A simple prescription for sub-human sickness of terrorism

COFFEE WITH WARREN, with Warren Harbeck
Cochrane Eagle, November 26, 2015

“My parents healed me with the best medicine there is: they loved me.” —Roland Rollinmud, Morley

Since that fateful Friday the 13th in Paris, it won’t surprise any of you that nearly every coffee conversation I’ve had has turned to how we should respond to terrorism’s recent assaults on humanity.

Cochrane artist RICK DUCOMMUN began my latest round of thinking on this with his views on information, misinformation, and disinformation.

An investment consultant by profession, Rick notes how easily people can make the wrong decisions by believing everything they read and hear. We are being overwhelmed with all kinds of information, he says, but we are not very good at discerning the good from the bad. And too often we make our most important decisions based on the bad – on disinformation spread by those with a vested interest in the outcome.

I have to agree, and among the purveyors of such disinformation are the hatemongers in our society who want us to do exactly what the evil Emperor of Star Wars wanted Luke Skywalker to do when he taunted him: “Let the hate flow through you!”

And like Luke, we can choose to say, “Never!”

But just how are we to respond to this plague of terrorism, especially in a world of competing world views in which we are prompted to take revenge against all the wrong people – especially right now, pitting non-Muslim against Muslim? Several of our readers, leaders in their respective religious traditions, have offered their opinions.

IMAM SYED SOHARWARDY is the founder of Muslims Against Terrorism and chair of the Al-Madinah Calgary Islamic Assembly. Their mosque was broken into while he was outside City Hall taking part in a candlelight vigil on behalf of the victims of the Paris attacks. He writes:

“I think the Canadian people must be smart enough not to get into the trap of these terrorists. This is what the terrorists want. Instead of dividing ourselves, we must unite on this: that we are all peace-loving, civilized people, and that we stand together against racism, discrimination, violence and terrorism.  If we unite against terrorism, I am sure the terrorists will be defeated. If we divide ourselves, I am sure the terrorists will win.”

RON ROLHEISER, Catholic scholar, author, and popular visitor to Cochrane, writes:

“Terrorist attacks, like the recent ones in Paris and Mali, call for more, not less, sympathy for true Muslims. It's time to establish a greater solidarity with Islam, notwithstanding extremist terrorism. We are both part of the same family: We have the same God, suffer the same anxieties, are subject to the same mortality, and will share the same heaven. Muslims more than ever need our understanding, sympathy, support, and fellowship in faith.”

ZABI BEHIN, acclaimed engineer and former Cochrane resident, was back in town briefly this past weekend. A deeply committed member of the Baha’i faith, he said to me over coffee:

“When you consider the oneness of humanity – and by extension, the oneness of religion (we are all children of the one God and bear His image) – who are we to do such terrible things against each other in the name of God?”

“We are human beings precisely because we bear the image of God.”

SHAUL OSADCHEY, a frequent contributor to these columns, is senior rabbi at Calgary’s Beth Tzedec synagogue. In his sermon the day after the terrorist attacks in Paris, he pointed a finger at ideological extremism:

“Where religious absolutism prevails, human degradation and suffering soon follow, as exemplified by the Paris attacks,” he said. “Religion, properly reflective of a loving and just God, beckons us to moderation so that we can navigate through life guided by the values of truth, honesty, respect, justice and compassion.

“Our mission is captured in the words of the psalmist: ‘I will not die; I will live, and proclaim the works of the Lord.’ It is our obligation to preserve the memory of the victims of terrorism by actively replacing hatred with trust, prejudice and ignorance with religious literacy; and self-righteousness with uplifting the divine image implanted in every human being.”

ROLAND ROLLINMUD, heritage artist and Elder among the Stoney Nakoda Nation at Morley, shares with us a lesson he learned in response to the cultural terrorism of his residential school days:

“Ahoîpabisîch, they disrespected us,” he said about the residential system. But he found his relief from such disrespect on weekends when he was allowed to go home.

“My parents healed me with the best medicine there is,” he says. “They loved me!”

And in that simple prescription of love, can we not also find a response to the sickness of terrorism that is worthy of our identity as human beings bearing God’s image?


Prompt: Word for word, repeat each of the records below.

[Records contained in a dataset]
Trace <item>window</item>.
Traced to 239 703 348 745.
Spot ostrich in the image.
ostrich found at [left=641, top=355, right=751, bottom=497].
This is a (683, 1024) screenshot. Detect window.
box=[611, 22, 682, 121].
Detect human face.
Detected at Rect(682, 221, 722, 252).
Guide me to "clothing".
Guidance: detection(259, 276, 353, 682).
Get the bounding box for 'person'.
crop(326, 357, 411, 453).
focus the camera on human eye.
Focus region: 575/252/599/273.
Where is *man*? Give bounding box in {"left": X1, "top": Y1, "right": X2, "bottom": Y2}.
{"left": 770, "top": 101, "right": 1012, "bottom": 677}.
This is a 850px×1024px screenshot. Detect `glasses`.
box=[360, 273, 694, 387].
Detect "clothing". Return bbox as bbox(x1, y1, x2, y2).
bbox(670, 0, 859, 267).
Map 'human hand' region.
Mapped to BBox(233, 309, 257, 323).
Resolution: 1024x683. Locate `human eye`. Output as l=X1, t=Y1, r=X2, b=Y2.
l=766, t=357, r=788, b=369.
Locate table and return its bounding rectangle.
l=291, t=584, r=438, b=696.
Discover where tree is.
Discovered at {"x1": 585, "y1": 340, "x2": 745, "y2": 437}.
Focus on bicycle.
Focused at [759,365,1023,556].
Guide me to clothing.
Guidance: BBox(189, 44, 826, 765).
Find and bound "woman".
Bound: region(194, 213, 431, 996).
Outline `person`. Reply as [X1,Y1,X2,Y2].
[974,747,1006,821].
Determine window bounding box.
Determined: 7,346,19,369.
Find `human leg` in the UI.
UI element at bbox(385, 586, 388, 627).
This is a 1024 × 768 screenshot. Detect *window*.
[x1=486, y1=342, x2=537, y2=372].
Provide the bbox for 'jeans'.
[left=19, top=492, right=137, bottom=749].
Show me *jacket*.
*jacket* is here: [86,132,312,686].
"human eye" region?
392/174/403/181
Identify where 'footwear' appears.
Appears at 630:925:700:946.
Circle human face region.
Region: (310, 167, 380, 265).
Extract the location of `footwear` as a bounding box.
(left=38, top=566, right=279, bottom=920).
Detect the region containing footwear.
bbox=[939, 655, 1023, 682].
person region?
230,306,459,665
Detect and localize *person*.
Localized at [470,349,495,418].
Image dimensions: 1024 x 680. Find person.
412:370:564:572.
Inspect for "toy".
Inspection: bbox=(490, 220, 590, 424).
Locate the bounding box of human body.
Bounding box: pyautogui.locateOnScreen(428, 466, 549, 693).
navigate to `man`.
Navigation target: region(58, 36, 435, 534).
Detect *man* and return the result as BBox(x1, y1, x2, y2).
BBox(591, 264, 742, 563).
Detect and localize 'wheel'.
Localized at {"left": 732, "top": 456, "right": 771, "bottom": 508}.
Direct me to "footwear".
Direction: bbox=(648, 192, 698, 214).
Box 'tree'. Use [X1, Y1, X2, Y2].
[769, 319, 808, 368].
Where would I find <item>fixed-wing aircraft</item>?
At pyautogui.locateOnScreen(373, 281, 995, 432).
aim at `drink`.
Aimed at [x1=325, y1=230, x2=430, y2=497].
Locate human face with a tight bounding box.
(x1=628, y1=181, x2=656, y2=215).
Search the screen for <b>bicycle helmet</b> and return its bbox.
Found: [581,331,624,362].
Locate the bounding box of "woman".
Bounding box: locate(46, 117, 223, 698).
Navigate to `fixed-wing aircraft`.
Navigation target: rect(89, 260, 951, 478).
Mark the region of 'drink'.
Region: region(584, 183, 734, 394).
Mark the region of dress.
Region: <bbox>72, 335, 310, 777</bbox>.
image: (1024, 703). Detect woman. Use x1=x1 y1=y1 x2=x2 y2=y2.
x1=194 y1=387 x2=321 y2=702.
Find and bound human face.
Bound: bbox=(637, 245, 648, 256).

Completed exercise:
Trace <item>window</item>.
Traced to 239 703 348 745.
Spot ostrich in the image.
ostrich found at [left=641, top=355, right=751, bottom=497].
This is a (683, 1024) screenshot. Detect window.
box=[611, 22, 682, 121].
Detect human face.
Detected at Rect(682, 221, 722, 252).
Guide me to "clothing".
Guidance: detection(259, 276, 353, 682).
Get the bounding box for 'person'.
crop(326, 357, 411, 453).
focus the camera on human eye.
Focus region: 575/252/599/273.
Where is *man*? Give bounding box in {"left": X1, "top": Y1, "right": X2, "bottom": Y2}.
{"left": 770, "top": 101, "right": 1012, "bottom": 677}.
This is a 850px×1024px screenshot. Detect `glasses`.
box=[360, 273, 694, 387].
Detect "clothing". Return bbox as bbox(x1, y1, x2, y2).
bbox(670, 0, 859, 267).
Map 'human hand' region.
Mapped to BBox(233, 309, 257, 323).
Resolution: 1024x683. Locate `human eye`. Output as l=X1, t=Y1, r=X2, b=Y2.
l=766, t=357, r=788, b=369.
Locate table and return its bounding rectangle.
l=291, t=584, r=438, b=696.
Discover where tree is.
Discovered at {"x1": 585, "y1": 340, "x2": 745, "y2": 437}.
Focus on bicycle.
Focused at [759,365,1023,556].
Guide me to clothing.
Guidance: BBox(189, 44, 826, 765).
Find and bound "woman".
Bound: region(194, 213, 431, 996).
Outline `person`. Reply as [X1,Y1,X2,Y2].
[974,747,1006,821].
Determine window bounding box.
Determined: 7,346,19,369.
Find `human leg` in the UI.
UI element at bbox(385, 586, 388, 627).
This is a 1024 × 768 screenshot. Detect *window*.
[x1=486, y1=342, x2=537, y2=372].
Provide the bbox for 'jeans'.
[left=19, top=492, right=137, bottom=749].
Show me *jacket*.
*jacket* is here: [86,132,312,686].
"human eye" region?
392/174/403/181
Identify where 'footwear' appears.
Appears at 630:925:700:946.
Circle human face region.
Region: (310, 167, 380, 265).
Extract the location of `footwear` as a bounding box.
(left=38, top=566, right=279, bottom=920).
Detect the region containing footwear.
bbox=[939, 655, 1023, 682].
person region?
230,306,459,665
Detect and localize *person*.
Localized at [470,349,495,418].
Image dimensions: 1024 x 680. Find person.
412:370:564:572.
Inspect for "toy".
Inspection: bbox=(490, 220, 590, 424).
Locate the bounding box of human body.
Bounding box: pyautogui.locateOnScreen(428, 466, 549, 693).
navigate to `man`.
Navigation target: region(58, 36, 435, 534).
Detect *man* and return the result as BBox(x1, y1, x2, y2).
BBox(591, 264, 742, 563).
Detect and localize 'wheel'.
Localized at {"left": 732, "top": 456, "right": 771, "bottom": 508}.
Direct me to "footwear".
Direction: bbox=(648, 192, 698, 214).
Box 'tree'. Use [X1, Y1, X2, Y2].
[769, 319, 808, 368].
Where would I find <item>fixed-wing aircraft</item>?
At pyautogui.locateOnScreen(373, 281, 995, 432).
aim at `drink`.
Aimed at [x1=325, y1=230, x2=430, y2=497].
Locate human face with a tight bounding box.
(x1=628, y1=181, x2=656, y2=215).
Search the screen for <b>bicycle helmet</b> and return its bbox.
Found: [581,331,624,362].
Locate the bounding box of "woman".
Bounding box: locate(46, 117, 223, 698).
Navigate to `fixed-wing aircraft`.
Navigation target: rect(89, 260, 951, 478).
Mark the region of 'drink'.
Region: region(584, 183, 734, 394).
Mark the region of dress.
Region: <bbox>72, 335, 310, 777</bbox>.
image: (1024, 703). Detect woman. Use x1=x1 y1=y1 x2=x2 y2=y2.
x1=194 y1=387 x2=321 y2=702.
Find and bound human face.
Bound: bbox=(637, 245, 648, 256).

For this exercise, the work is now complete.